If you are in a READING
MOOD this season …
here are some LOVED ones!
Nadia Terranova
FAREWELL, GHOSTS
What does it take to come home again?
Farewell, Ghosts narrates the story of Ida, a thirty-six-year-old woman who lives in Rome and makes a living by writing stories for the radio. One morning, she receives a call from her mother, asking her to come home to Sicily to help prepare their house for sale. Ida, while sorting many objects from her childhood, will be forced to face many ghosts from her past, such as the disappearance of her father: a trauma she still hasn’t recovered from.
Farewell, Ghosts is a novel about untold feelings, fragile balances and deep love. Suggested if: you haven’t been visiting home for a while.
Donatella di Pietrantonio
A GIRL RETURNED
“Mom” is one of the first words a child learns to say. But for the main character of this brilliant book, the word has a different meaning. Abandoned at the age of 6 months from her biological family, and roughly sent back to her family of origin at the age of 14, this is the story of a young girl who learns to deal with abandonment very soon. Like she declares: “I am an orphan with two living mothers. One had given me up with her milk still on my tongue, the other had given me back at the age of thirteen.”
A Girl Returned is a novel about affection, motherhood and insecurity. A powerful story capable of bringing the reader far, far away.
Suggested if: You are looking for something strong but beautiful.
Mariangela Gualtieri
BEAST OF JOY
Mariangela Gualtieri is one of Italy’s most admired lyrical poets. This is a collection of selected poems written with honesty and compassion thanks to the author’s capacity of expressing incandescence but also fragility. Gualtieri has a deep sense of the world that surrounds her and she’s extremely passionate in narrating it giving birth to a natural religion of all existing things.
Suggested if: you need something on your bedside table to keep you company
Why is our BOOK SELECTION OF THE SEASON
dedicated to WOMEN?
The 25th of November is the International day for the elimination of violence against women.
This date was established by the UN with resolution 54/134 of 17 December 1999.
Sadly, the matrix of violence against women can still be traced today in the inequality of relations between men and women. And the same Declaration adopted by the UN General Assembly speaks of violence against women as “one of the crucial social mechanisms by which women are forced into a subordinate position to men“.
“Sexual violence against women and girls is rooted in centuries of male domination. Let us not forget that the gender inequalities that fuel rape culture are essentially a question of power imbalances.” – UN Secretary-General António Guterres.
This is what is reported on the UN web site:
Violence against women and girls (VAWG) is one of the most widespread, persistent and devastating human rights violations in our world, that still today remains largely unreported due to the impunity, silence, stigma and shame surrounding it.
In general terms, it manifests itself in physical, sexual and psychological forms, encompassing:
- intimate partner violence (battering, psychological abuse, marital rape, femicide);
- sexual violence and harassment (rape, forced sexual acts, unwanted sexual advances, child sexual abuse, forced marriage, street harassment, stalking, cyber- harassment);
- human trafficking (slavery, sexual exploitation);
- female genital mutilation; and
- child marriage.
If you want further information on the declaration click Declaration on the Elimination of Violence Against Women issued by the UN General Assembly in 1993 which defines violence against women as “any act of gender-based violence that results in, or is likely to result in, physical, sexual or psychological harm or suffering to women, including threats of such acts, coercion or arbitrary deprivation of liberty, whether occurring in public or in private life.”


- _WHAT THE TASK REQUIRES_
Leaving out the pictures, write out exactly each line from the line with "This screenshot has width=1012, height=473." through the close of the listing below.

- _EXERCISE DATA_
★ ★ ★ ★ ★ ★ ★
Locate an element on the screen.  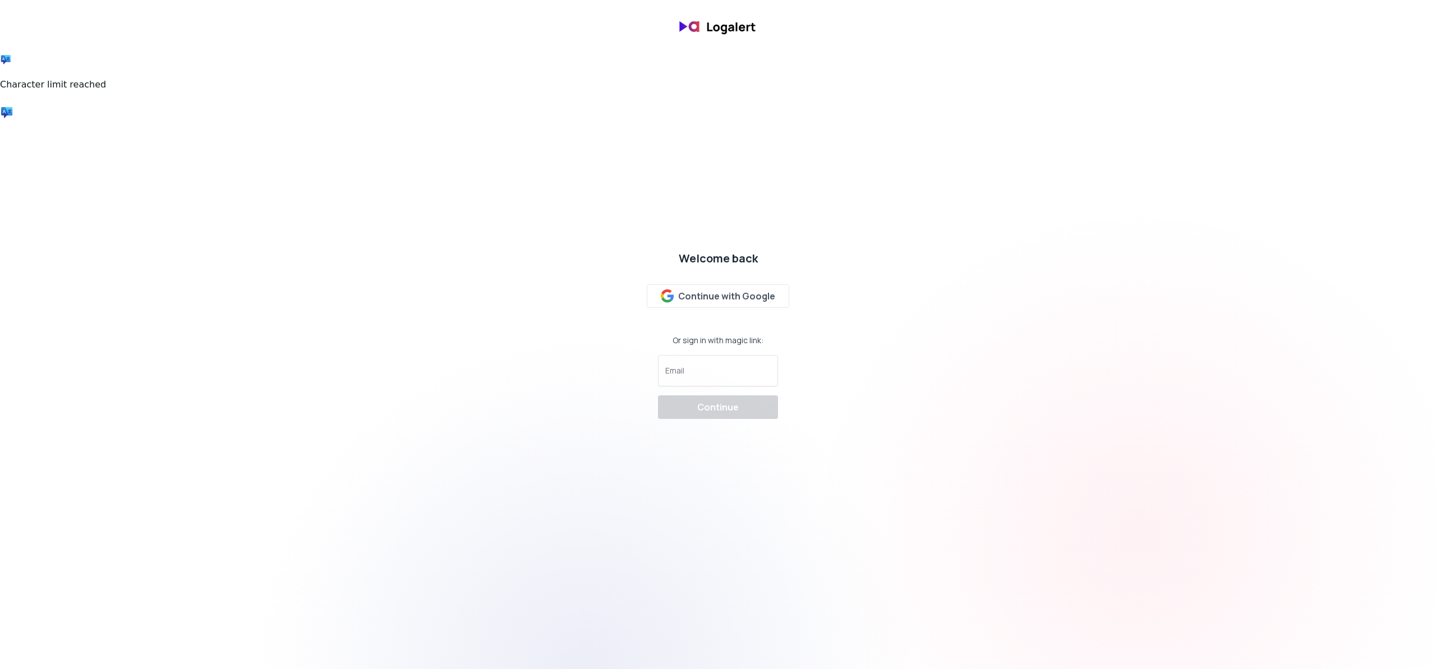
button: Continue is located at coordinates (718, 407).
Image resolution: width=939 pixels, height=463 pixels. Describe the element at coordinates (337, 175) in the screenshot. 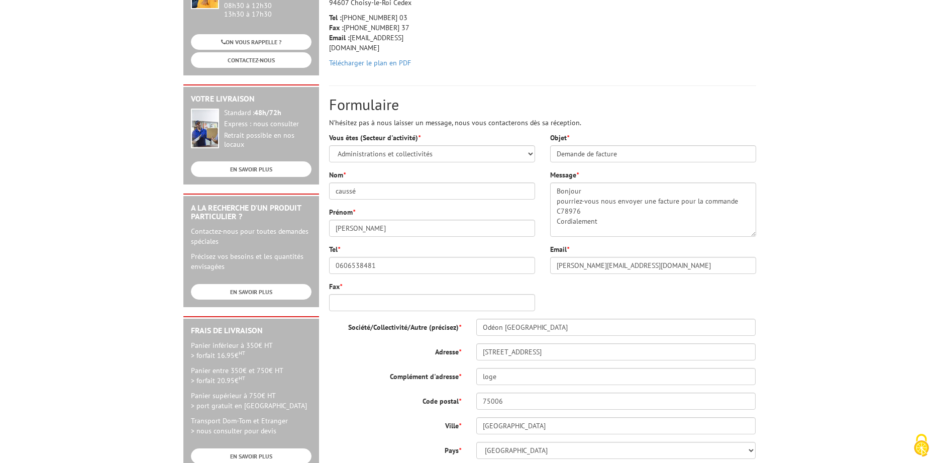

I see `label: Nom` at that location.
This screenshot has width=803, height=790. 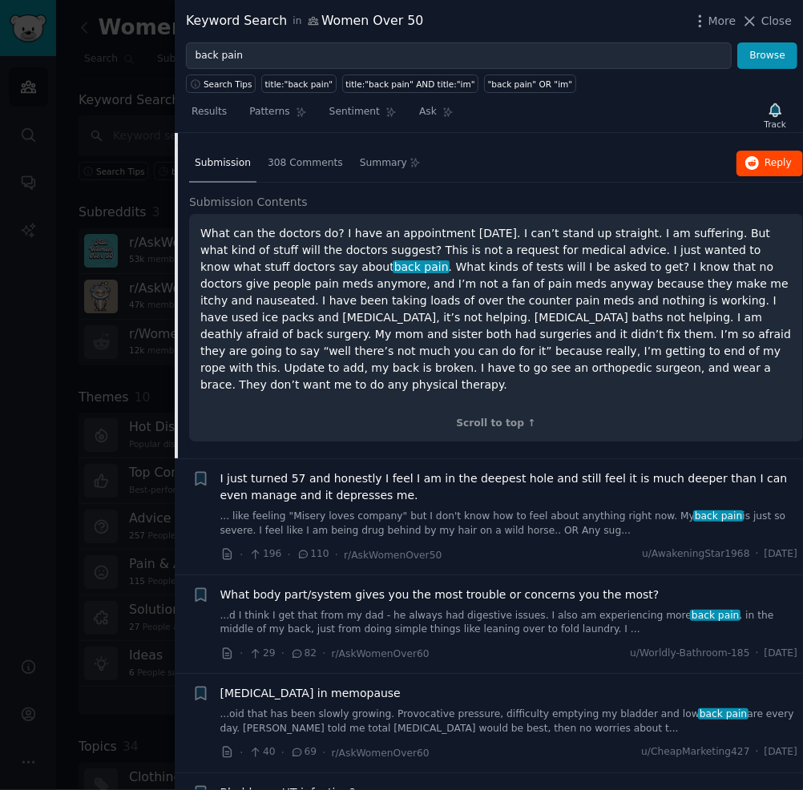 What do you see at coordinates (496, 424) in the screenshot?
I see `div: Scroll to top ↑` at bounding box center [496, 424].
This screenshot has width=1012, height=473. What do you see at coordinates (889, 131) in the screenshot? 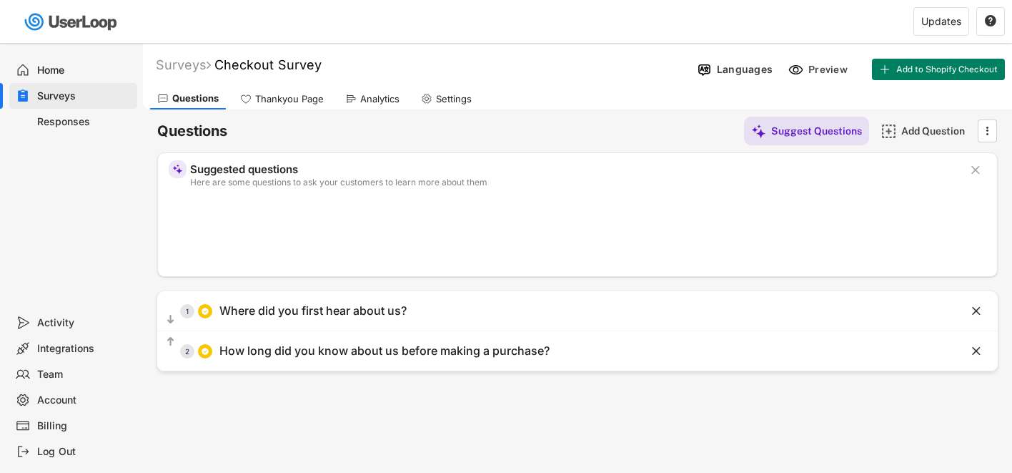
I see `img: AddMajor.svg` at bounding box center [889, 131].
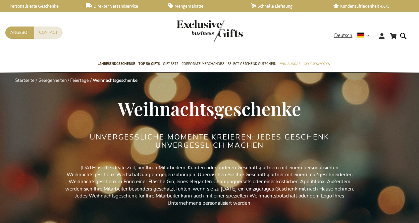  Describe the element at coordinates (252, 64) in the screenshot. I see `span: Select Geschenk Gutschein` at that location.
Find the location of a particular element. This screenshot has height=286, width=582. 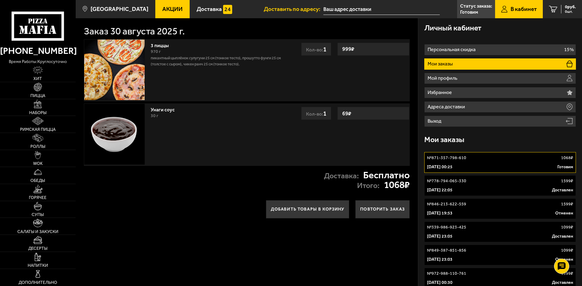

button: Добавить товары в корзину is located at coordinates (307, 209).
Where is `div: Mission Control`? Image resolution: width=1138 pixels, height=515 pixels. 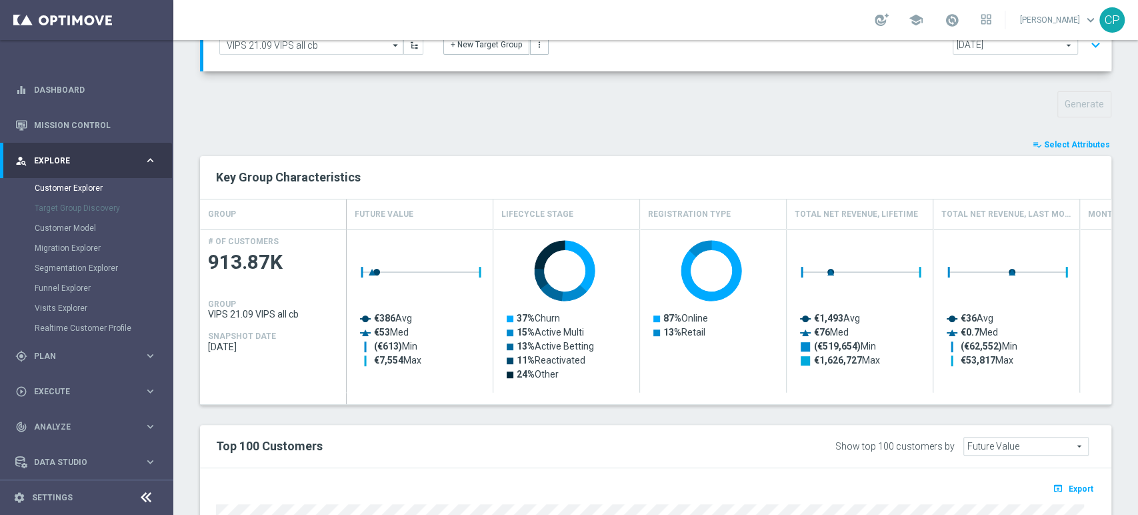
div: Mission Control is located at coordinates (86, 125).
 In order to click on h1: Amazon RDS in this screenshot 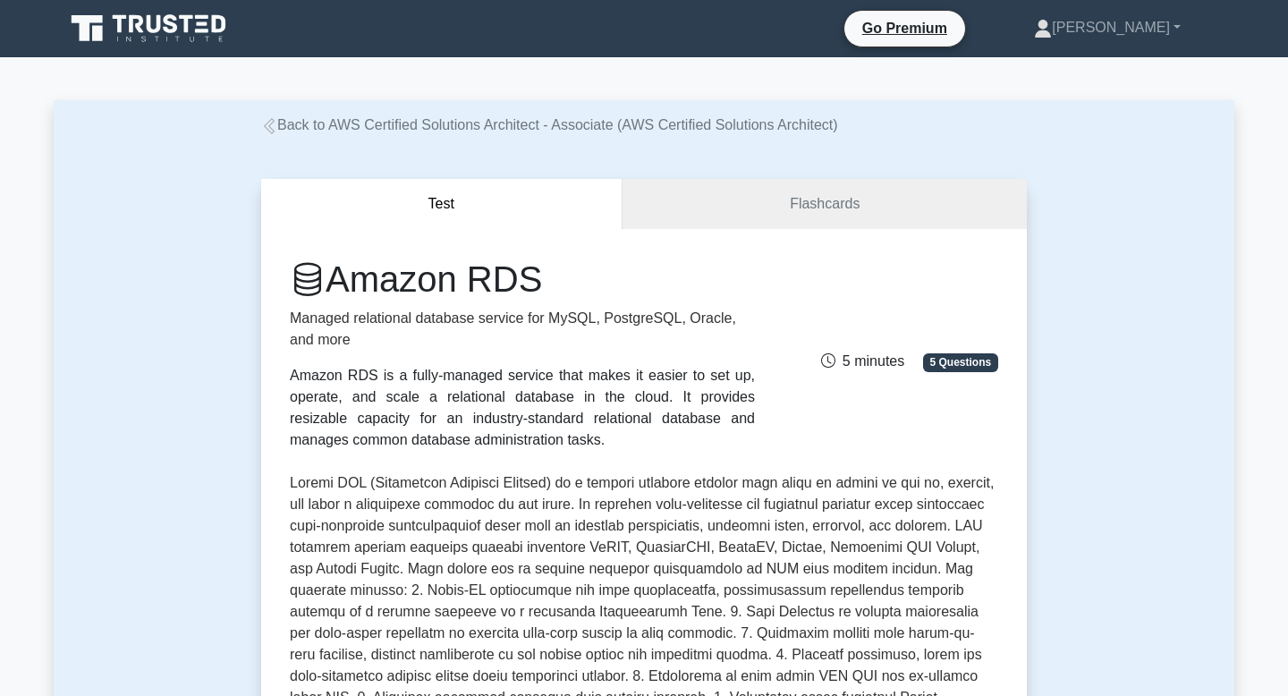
★ ★ ★ ★ ★ ★ ★
- _WRITTEN RESPONSE_
This screenshot has width=1012, height=473. What do you see at coordinates (889, 131) in the screenshot? 
I see `img: AddMajor.svg` at bounding box center [889, 131].
  Describe the element at coordinates (252, 64) in the screenshot. I see `span: Select Geschenk Gutschein` at that location.
Find the location of a particular element. This screenshot has height=286, width=582. 

button: Добавить товары в корзину is located at coordinates (307, 209).
Where is `div: Mission Control`? Image resolution: width=1138 pixels, height=515 pixels. 
div: Mission Control is located at coordinates (86, 125).
 In order to click on h1: Amazon RDS in this screenshot 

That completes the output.